Given at the November Meeting Of The Albany Presbytery
On the 24th of October in 2012, the day before the Islamic high holy day of Eid al-Adha, Rafiq ur Rehman was arriving home from a trip to the local bazaar and mosque for evening prayers. In the distance he saw a sight that caused chills to envelop his body. He saw members of the village were preparing to bury someone in a small graveyard nearby. As he grew closer Rehman queried a nearby boy as to what was going on in this scene to which the boy responded of the death and imminent burial of Rehman’s mother. She had been in the garden and watching over Rehman’s son when all of a sudden she was blown apart by a bomb that had been dropped by an unmanned aerial vehicle while she was working. In addition, two of Rehman’s children had also been injured, though they had survived. Since that time, Rehman has engaged in a fruitless search for answers to why his mother had been killed. His search took him to the halls of congress where Mr. Rehman testified before members of congress about his experience in Pakistan and to ask those members why it is that his children had to be injured and his mother killed. Thus far he has received no remotely satisfactory answer and until we can sufficiently answer his question, we should halt all bombings of areas in which grandmothers tending to gardens can be incinerated.
The story of his experience is chilling and should cause every citizen of the United States to pause and consider whether it is ok for the United States to derive some degree of temporary security on the backs and lives of relatively poor members of the Pakistani society, or of those in Yemen, or Somalia. In areas of the world already destabilized by violence and terror does it advance the cause of freedom to ratchet up the violence and greatly reduce the stability. As Christians are we not to imagine a world tomorrow that is better than the one we have today and then are we called to work for that world?
Unmanned Aerial Vehicles were used by the previous administration but their use has greatly expanded over the course of the current administration and while the administration has been reticent to release numbers of civilian versus combatants killed in drone strikes, independent studies have suggested that the loss of noncombatant life due to the use of unmanned aerial vehicles to be moving towards, if not already crested 1,000, many of those, children. In addition, the use of these weapons of war creates terror and de-stability among civilian populations in areas of the world already wracked with poverty and struggle. It is harmful to those who pilot these unmanned aerial vehicles who struggle with the devastation they wrought from half a world away never knowing the full extent of the damage done. We need to find another way to work towards peace and justice as the followers of Jesus.
The session of United Presbyterian Church of Amsterdam, NY overtures the General Assembly of the Presbyterian Church (USA) to both call for a halt to the use of unmanned aerial vehicles as weapons of war as well as instruments of surveillance aimed at impeding the migratory movement of peoples across borders, by the United States. We request that the denomination, through their various offices work with the United Nations to end the use of UAVs in all cases excepting where warfare might be thwarted through surveillance as well as lobby the leaders of this country to end the use of UAVs for all military and surveillance by all military, paramilitary, and private contracted workers. In addition, we request that the denomination, through its various offices of social witness, develop electronic resources targeted at assisting those faith communities that wish to engage in nonviolent protest against the production and use of drones. Together, as the church of Jesus Christ, we must again ask ourselves, “What does the Lord require of us, but to seek justice, love kindness, and to walk humbly with God.” Thank you.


> **The problem**: An exact, complete copy of the entries below is required, minus any pictures.

> **Data excerpts**:
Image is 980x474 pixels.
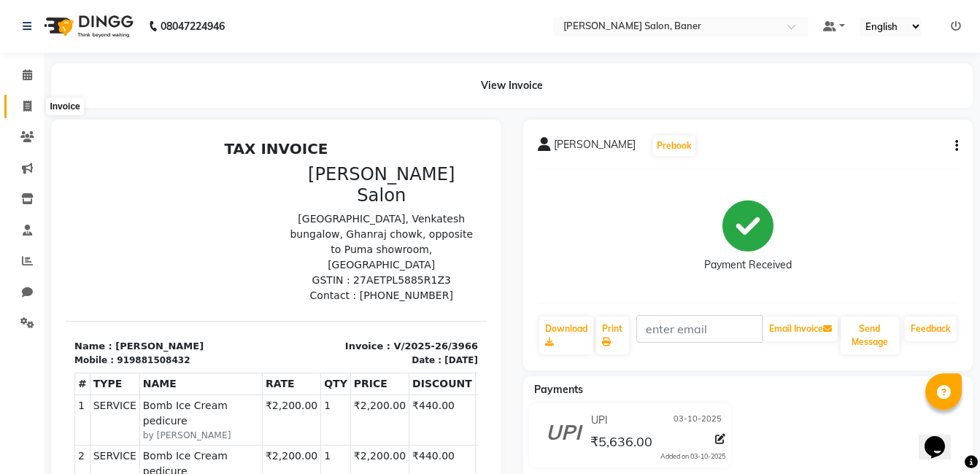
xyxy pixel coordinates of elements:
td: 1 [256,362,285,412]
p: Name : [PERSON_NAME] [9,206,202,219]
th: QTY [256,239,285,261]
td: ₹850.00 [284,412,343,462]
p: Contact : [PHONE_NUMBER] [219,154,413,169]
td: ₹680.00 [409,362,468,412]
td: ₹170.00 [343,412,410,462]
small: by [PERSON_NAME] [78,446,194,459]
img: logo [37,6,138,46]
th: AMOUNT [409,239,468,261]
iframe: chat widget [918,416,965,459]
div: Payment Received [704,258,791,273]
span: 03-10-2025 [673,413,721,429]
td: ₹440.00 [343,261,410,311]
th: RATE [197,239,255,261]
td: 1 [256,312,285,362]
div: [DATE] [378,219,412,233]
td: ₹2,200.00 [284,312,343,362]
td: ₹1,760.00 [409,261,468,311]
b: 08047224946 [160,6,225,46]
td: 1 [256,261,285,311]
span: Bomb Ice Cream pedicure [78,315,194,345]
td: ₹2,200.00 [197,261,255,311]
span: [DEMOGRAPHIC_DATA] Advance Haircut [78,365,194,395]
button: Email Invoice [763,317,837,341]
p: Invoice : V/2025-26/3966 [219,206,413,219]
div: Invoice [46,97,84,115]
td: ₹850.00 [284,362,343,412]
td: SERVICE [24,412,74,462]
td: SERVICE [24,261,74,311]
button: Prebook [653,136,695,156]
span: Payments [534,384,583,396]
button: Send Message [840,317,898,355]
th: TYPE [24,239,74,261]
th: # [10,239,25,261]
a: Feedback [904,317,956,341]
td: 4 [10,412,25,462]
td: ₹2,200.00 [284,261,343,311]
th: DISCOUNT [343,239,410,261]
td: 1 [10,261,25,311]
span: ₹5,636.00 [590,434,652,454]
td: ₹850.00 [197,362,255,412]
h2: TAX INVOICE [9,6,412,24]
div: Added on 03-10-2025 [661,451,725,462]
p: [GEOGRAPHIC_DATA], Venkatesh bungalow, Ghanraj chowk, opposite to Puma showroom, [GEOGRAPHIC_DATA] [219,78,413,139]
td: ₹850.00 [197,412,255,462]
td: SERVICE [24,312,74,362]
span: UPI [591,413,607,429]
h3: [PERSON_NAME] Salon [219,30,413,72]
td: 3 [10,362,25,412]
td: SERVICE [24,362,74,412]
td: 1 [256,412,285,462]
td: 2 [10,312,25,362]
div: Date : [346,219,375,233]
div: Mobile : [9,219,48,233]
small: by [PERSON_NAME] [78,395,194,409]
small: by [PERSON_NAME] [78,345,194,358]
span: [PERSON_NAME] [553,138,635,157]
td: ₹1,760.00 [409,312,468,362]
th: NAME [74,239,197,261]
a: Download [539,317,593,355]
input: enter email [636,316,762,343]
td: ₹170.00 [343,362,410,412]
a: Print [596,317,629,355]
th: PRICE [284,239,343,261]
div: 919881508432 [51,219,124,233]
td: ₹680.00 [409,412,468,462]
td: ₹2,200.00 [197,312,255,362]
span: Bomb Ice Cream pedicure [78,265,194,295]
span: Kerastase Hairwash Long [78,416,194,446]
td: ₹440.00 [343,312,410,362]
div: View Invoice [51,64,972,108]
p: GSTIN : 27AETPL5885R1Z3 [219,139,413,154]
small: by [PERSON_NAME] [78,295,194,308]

> **Solved exercise**:
Image is 980x474 pixels.
xyxy pixel coordinates of elements:
td: 1 [256,362,285,412]
p: Name : [PERSON_NAME] [9,206,202,219]
th: QTY [256,239,285,261]
td: ₹850.00 [284,412,343,462]
p: Contact : [PHONE_NUMBER] [219,154,413,169]
td: ₹680.00 [409,362,468,412]
td: ₹170.00 [343,412,410,462]
small: by [PERSON_NAME] [78,446,194,459]
img: logo [37,6,138,46]
th: AMOUNT [409,239,468,261]
iframe: chat widget [918,416,965,459]
div: Payment Received [704,258,791,273]
span: 03-10-2025 [673,413,721,429]
td: ₹440.00 [343,261,410,311]
th: RATE [197,239,255,261]
td: 1 [256,312,285,362]
div: [DATE] [378,219,412,233]
td: ₹2,200.00 [284,312,343,362]
td: ₹1,760.00 [409,261,468,311]
b: 08047224946 [160,6,225,46]
td: 1 [256,261,285,311]
span: Bomb Ice Cream pedicure [78,315,194,345]
td: ₹2,200.00 [197,261,255,311]
span: [DEMOGRAPHIC_DATA] Advance Haircut [78,365,194,395]
button: Email Invoice [763,317,837,341]
p: Invoice : V/2025-26/3966 [219,206,413,219]
div: Invoice [46,97,84,115]
td: ₹850.00 [284,362,343,412]
td: SERVICE [24,412,74,462]
td: SERVICE [24,261,74,311]
button: Prebook [653,136,695,156]
span: Payments [534,384,583,396]
button: Send Message [840,317,898,355]
th: TYPE [24,239,74,261]
th: # [10,239,25,261]
a: Feedback [904,317,956,341]
td: 4 [10,412,25,462]
td: ₹2,200.00 [284,261,343,311]
th: DISCOUNT [343,239,410,261]
td: 1 [10,261,25,311]
span: ₹5,636.00 [590,434,652,454]
td: ₹850.00 [197,362,255,412]
h2: TAX INVOICE [9,6,412,24]
div: Added on 03-10-2025 [661,451,725,462]
p: [GEOGRAPHIC_DATA], Venkatesh bungalow, Ghanraj chowk, opposite to Puma showroom, [GEOGRAPHIC_DATA] [219,78,413,139]
td: ₹850.00 [197,412,255,462]
td: SERVICE [24,312,74,362]
span: UPI [591,413,607,429]
h3: [PERSON_NAME] Salon [219,30,413,72]
td: 3 [10,362,25,412]
td: SERVICE [24,362,74,412]
td: 1 [256,412,285,462]
td: 2 [10,312,25,362]
div: Date : [346,219,375,233]
div: Mobile : [9,219,48,233]
small: by [PERSON_NAME] [78,395,194,409]
small: by [PERSON_NAME] [78,345,194,358]
span: [PERSON_NAME] [553,138,635,157]
td: ₹1,760.00 [409,312,468,362]
th: NAME [74,239,197,261]
a: Download [539,317,593,355]
input: enter email [636,316,762,343]
td: ₹170.00 [343,362,410,412]
a: Print [596,317,629,355]
th: PRICE [284,239,343,261]
div: 919881508432 [51,219,124,233]
td: ₹680.00 [409,412,468,462]
td: ₹2,200.00 [197,312,255,362]
span: Bomb Ice Cream pedicure [78,265,194,295]
span: Kerastase Hairwash Long [78,416,194,446]
td: ₹440.00 [343,312,410,362]
div: View Invoice [51,64,972,108]
p: GSTIN : 27AETPL5885R1Z3 [219,139,413,154]
small: by [PERSON_NAME] [78,295,194,308]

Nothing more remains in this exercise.